House Democrats returned to the Capitol on Monday for a five-day stretch of critical deadlines, increasingly anxious that intraparty divides could threaten the fate of President Joe Biden’s agenda.
Speaker Nancy Pelosi will summon her caucus for a private meeting Monday evening, the first gathering since she announced the vote on Biden’s infrastructure package would be Thursday, rather than Monday. The California Democrat also declared over the weekend that the House would vote this week on Democrats’ sprawling domestic policy bill — a highly ambitious goal that would require virtually the entire caucus to be in lockstep behind both priorities.
That leaves Pelosi and her leadership team with only three days to satisfy both the centrist and liberal factions of her party — without allowing a pair of Biden’s top legislative aims to sputter. And dynamics within the caucus remain deeply strained, with progressives still vowing to oppose the Senate’s bipartisan public works bill without passage of the social welfare package, and moderates threatening to tank those party-line talks without an infrastructure vote this week.
“From the beginning of this process, the Progressive Caucus has been clear that the infrastructure bill and the Build Back Better Act are two parts of a whole, so they must be passed together,” Reps. Pramila Jayapal (D-Wash.), Ilhan Omar (D-Minn.) and Katie Porter (D-Calif.) wrote in an op-ed for CNN on Monday.
Meanwhile, the list of lingering questions about Biden’s broader package remains long. Both Pelosi and Senate Majority Leader Chuck Schumer are still wrangling their members about what they’re willing to support on both the scope and substance of the legislation. Democrats are split over the price tag of the bill — currently at $3.5 trillion — as well as huge questions about government drug price negotiations and expanding Medicare and Medicaid.
Pelosi has teed up the infrastructure vote on Thursday for two reasons; the first is to exert maximum pressure on members to vote yes, given the expiration of key surface transportation funding that day.
The California Democrat is also buying time for leadership to reach a public agreement with key senators on the total cost of the social spending plan as well as other major aspects. The infrastructure vote was originally supposed to occur Monday, but Pelosi pushed it back in a Sunday letter to House Democrats.
Senior Democrats on both sides of the Capitol are hoping to secure an official “framework” for that policy bill that would have buy-in from Senate moderates — possibly enough of a commitment to convince liberals in the House to back down on their threat and support the infrastructure bill.
But it’s not clear that House Democrats will get the answers they want from Sens. Joe Manchin (D-W.Va.) and Kyrsten Sinema (D-Ariz.), the Senate’s most vocal centrists, in time for their Thursday vote.
Manchin dismissed the idea of a deadline in a recent interview, throwing yet another hurdle in Pelosi’s path to securing votes on both plans this week.
“What’s the need? There is no timeline. I want to understand it,” Manchin said, adding that he is not ready to offer a top-line number that he’d be willing to back for the domestic policy package.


▶ [Exercise requirements]
Hand back, word for word, the lines from the one containing "Find the rectangle enclosing *suit*." to the end of the records, both included, and leave out pictures.

─── Source material

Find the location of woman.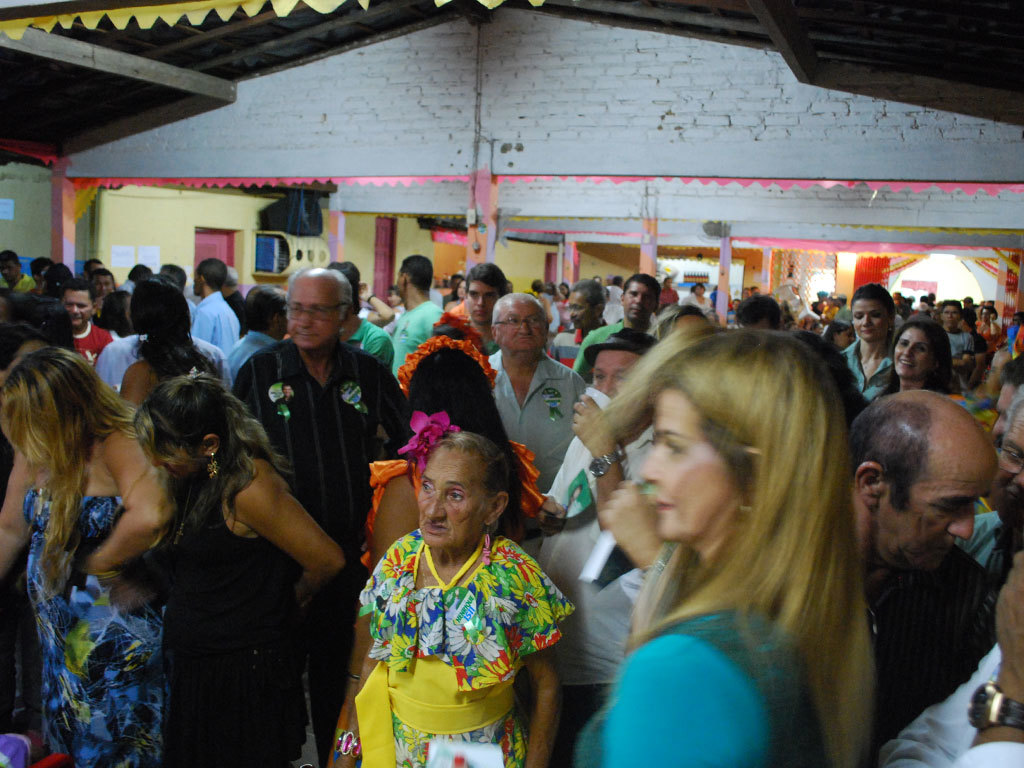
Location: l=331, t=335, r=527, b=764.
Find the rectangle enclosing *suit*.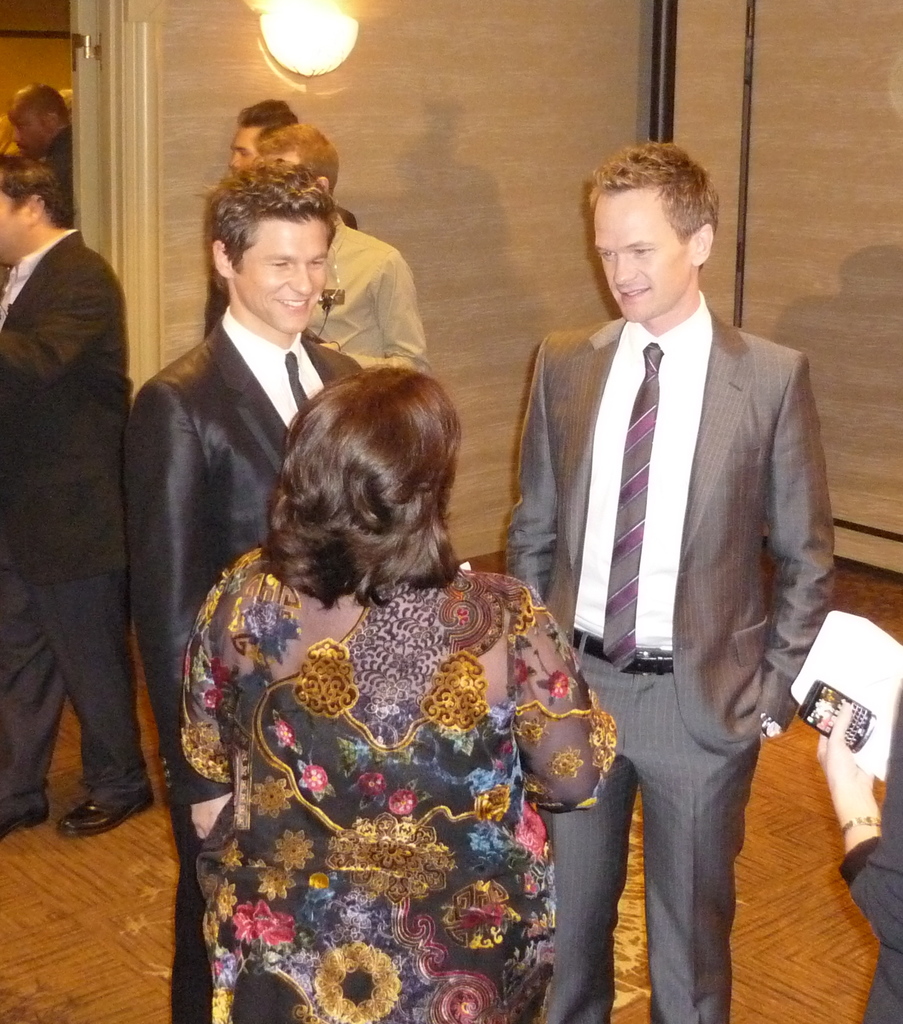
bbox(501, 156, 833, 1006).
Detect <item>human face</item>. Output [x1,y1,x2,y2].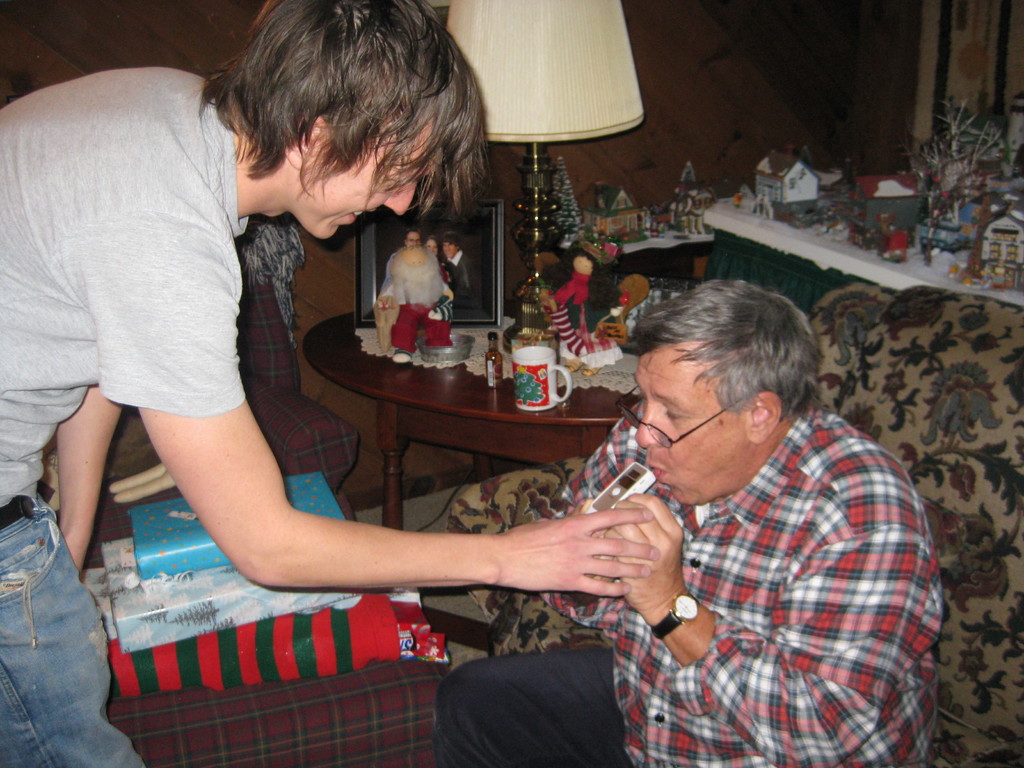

──────

▶ [Solution to the problem]
Find the rectangle enclosing *suit*.
bbox(501, 156, 833, 1006).
Detect <item>human face</item>. Output [x1,y1,x2,y2].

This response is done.